With their use of memory, the right has increased the appeal of anti-immigration rhetoric with voters across the country. According to Broder, framing the foibe in this manner allows Meloni’s coalition to telegraph their incendiary positions to great effect. “The idea that Italians were ethnically cleansed after World War II is married, in right-wing parties’ propaganda, with the claim that there is another genocide underway today...the planned extinction, the “Great Replacement.”
Although Meloni and her allies have managed to use the foibe to make significant political gains, Fratelli d’Italia’s ability to remain popular is still up in the air. For the past five years, the Italian government has had crisis after crisis, resulting in ever-changing party allegiances, making it difficult for any political leader to remain relevant and effective in office.
Broder posits that although the use of the foibe is alarming, the future prospects of the Fdl aren’t on solid ground, and it is more likely that the party would be another “short-lived electoral phenomenon” like the country has seen time and time again in recent years.
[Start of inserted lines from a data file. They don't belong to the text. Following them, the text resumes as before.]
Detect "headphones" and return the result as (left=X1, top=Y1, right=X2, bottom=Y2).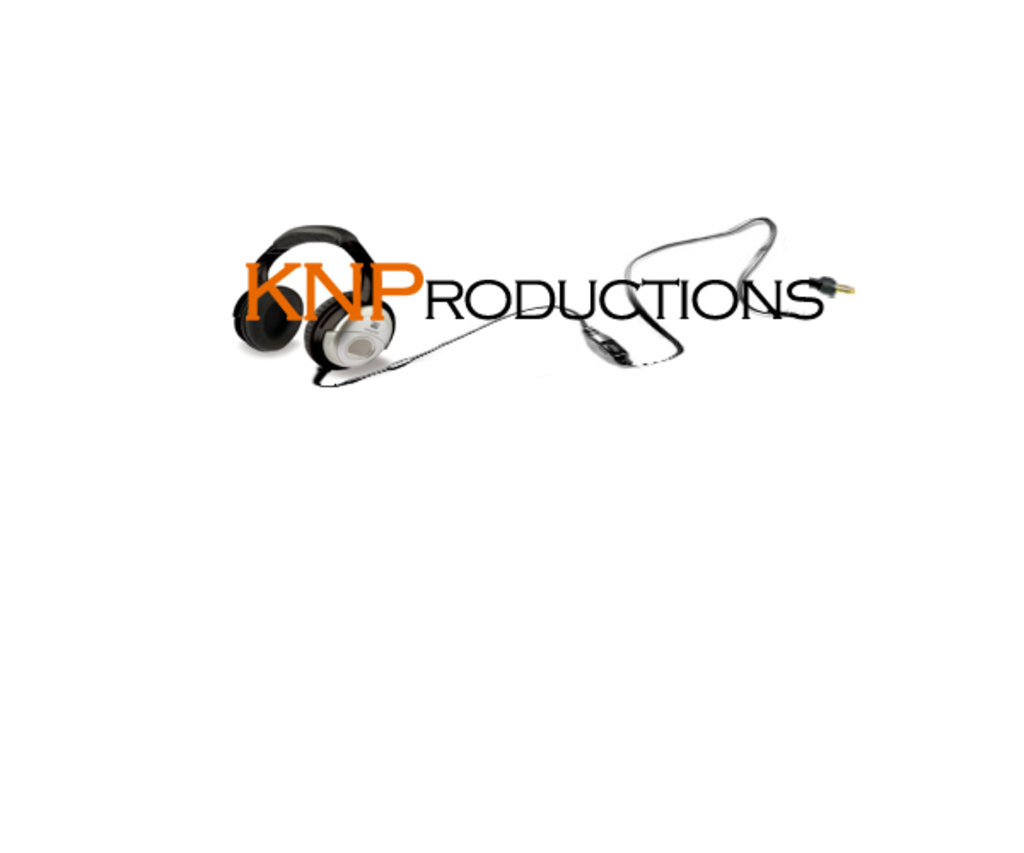
(left=222, top=217, right=398, bottom=370).
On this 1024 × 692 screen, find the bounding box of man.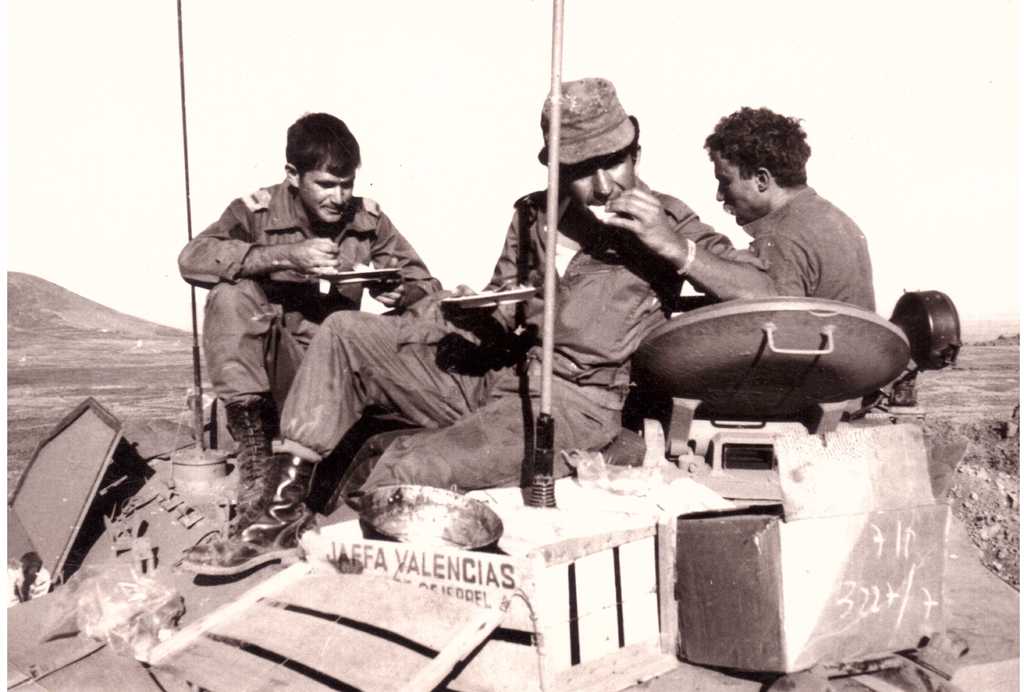
Bounding box: (173, 67, 776, 582).
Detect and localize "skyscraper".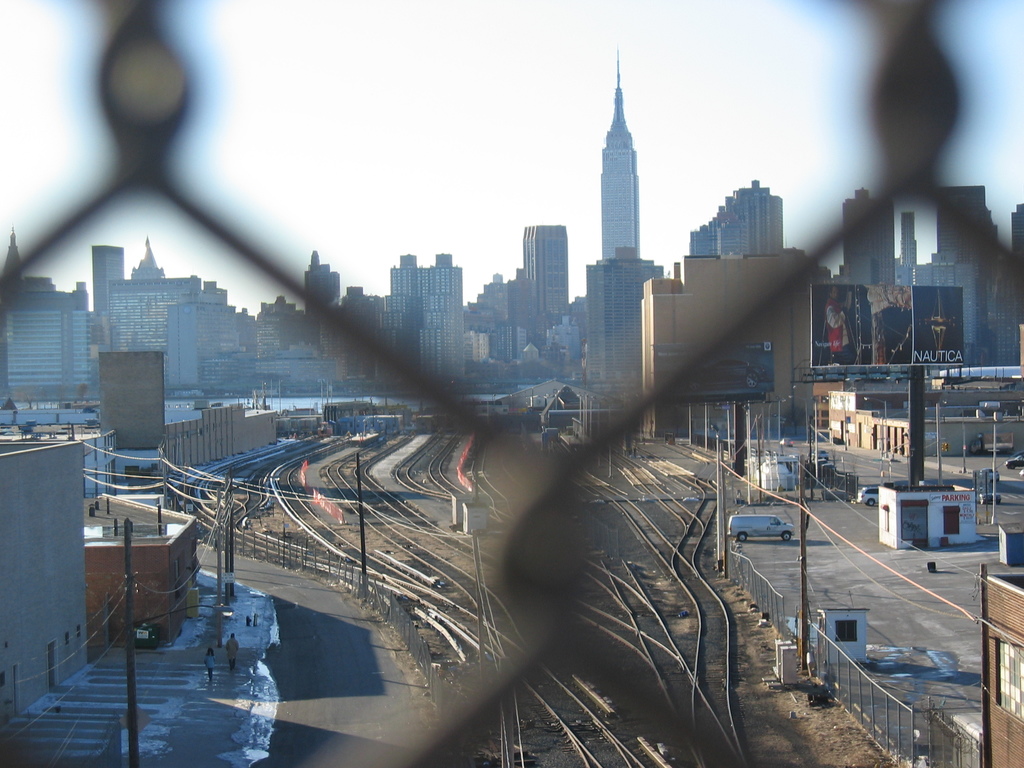
Localized at pyautogui.locateOnScreen(515, 225, 578, 316).
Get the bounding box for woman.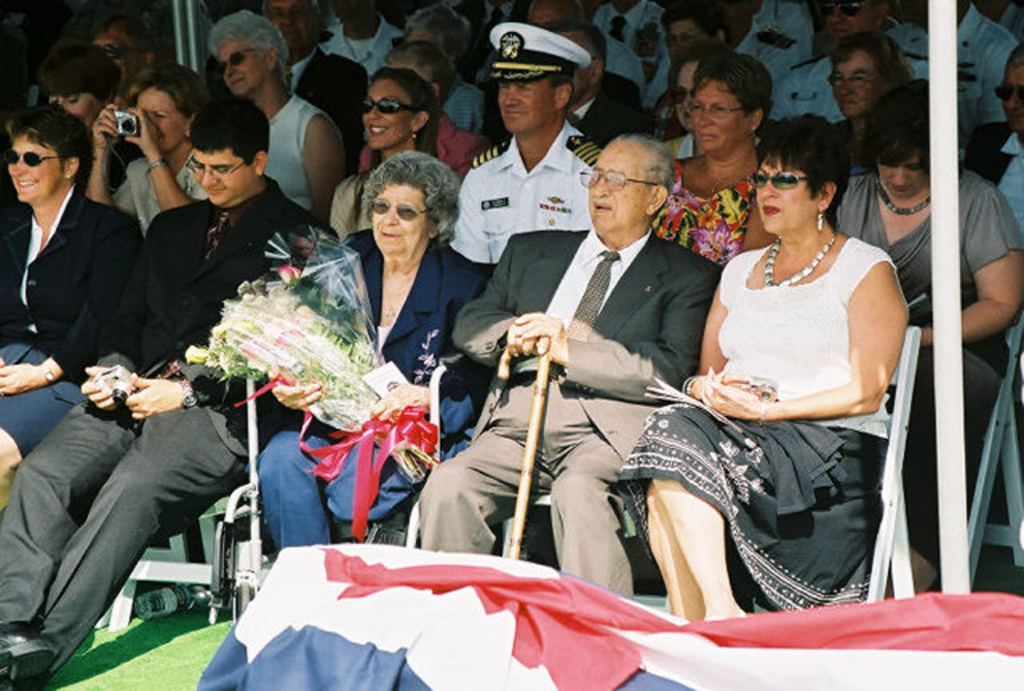
bbox=[200, 20, 370, 260].
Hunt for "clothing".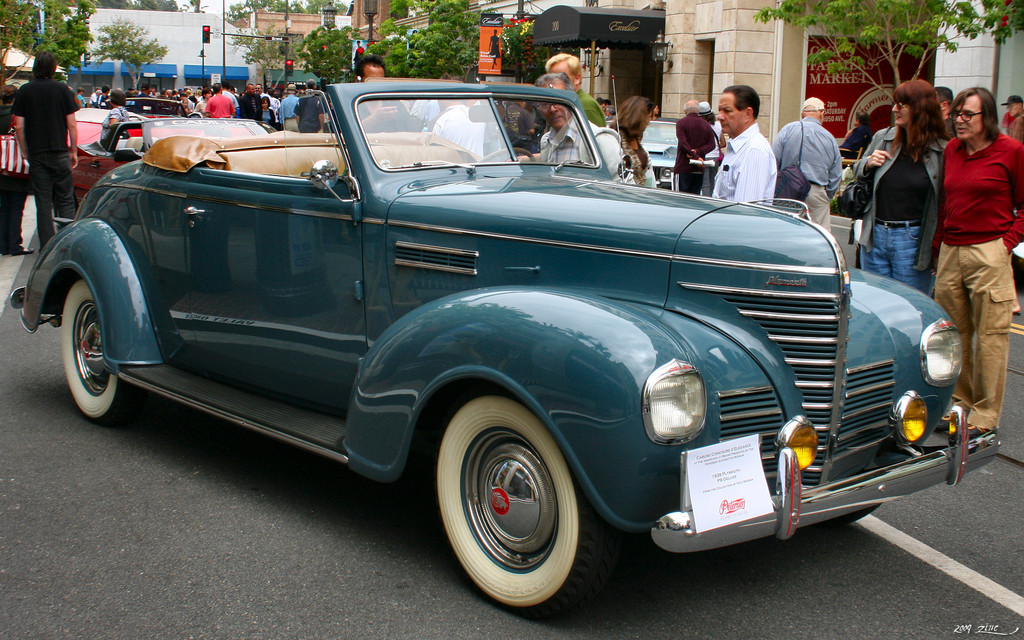
Hunted down at {"x1": 769, "y1": 115, "x2": 844, "y2": 230}.
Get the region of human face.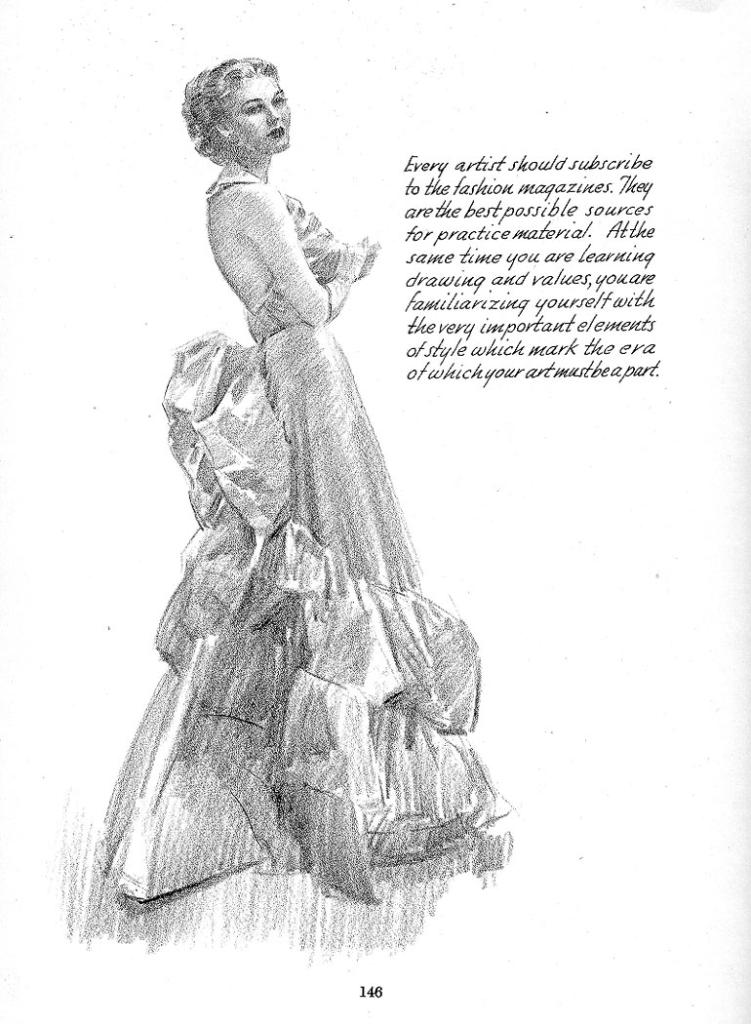
[left=217, top=72, right=285, bottom=152].
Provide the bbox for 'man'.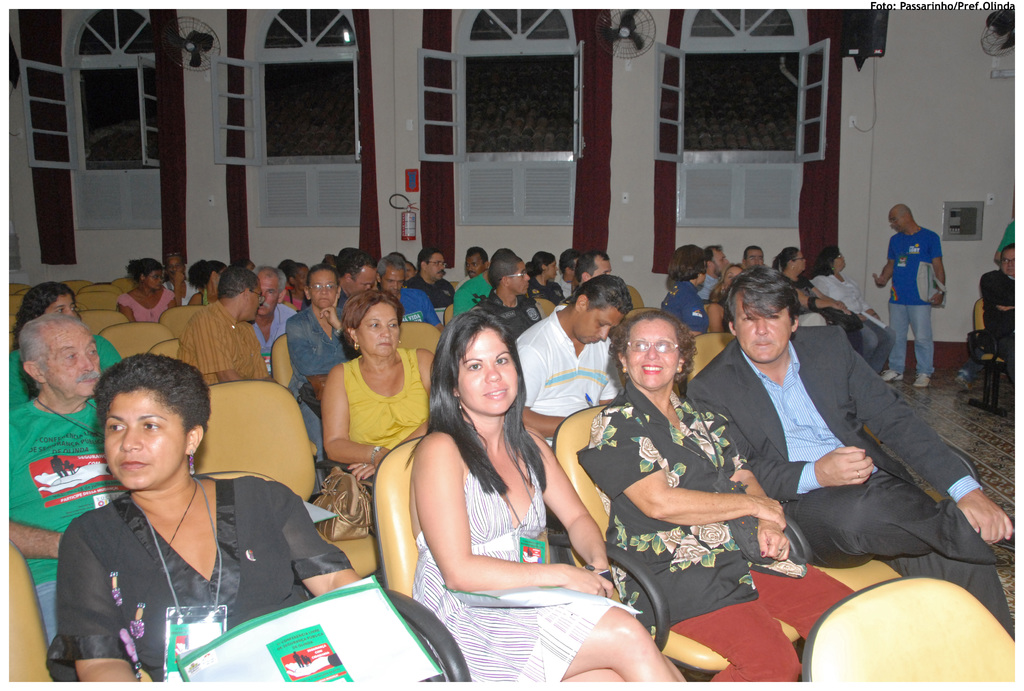
l=780, t=243, r=896, b=377.
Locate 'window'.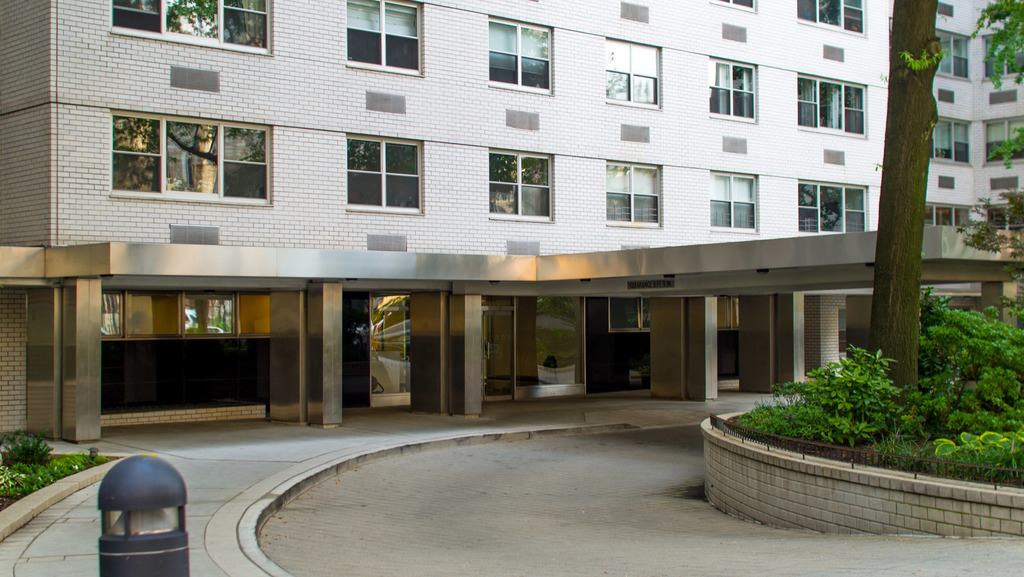
Bounding box: 488,20,558,85.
In interviewing Mr. Broder, it became evident that the political debate over memory isn’t just an Italian phenomenon but an issue affecting many of the world’s democracies, especially the United States. He likened the Italian right’s comments on the country’s fascist past to the comments made by former president Donald Trump concerning the Charlottesville protests, “there are very fine people on both sides.” As for what the American public can learn from watching the foibe debate unfold in Italy, Broder remarked, “The lesson is simply the need to draw lines of distinction and insists that not all sides are the same and not all opinions have equal weight or legitimacy.”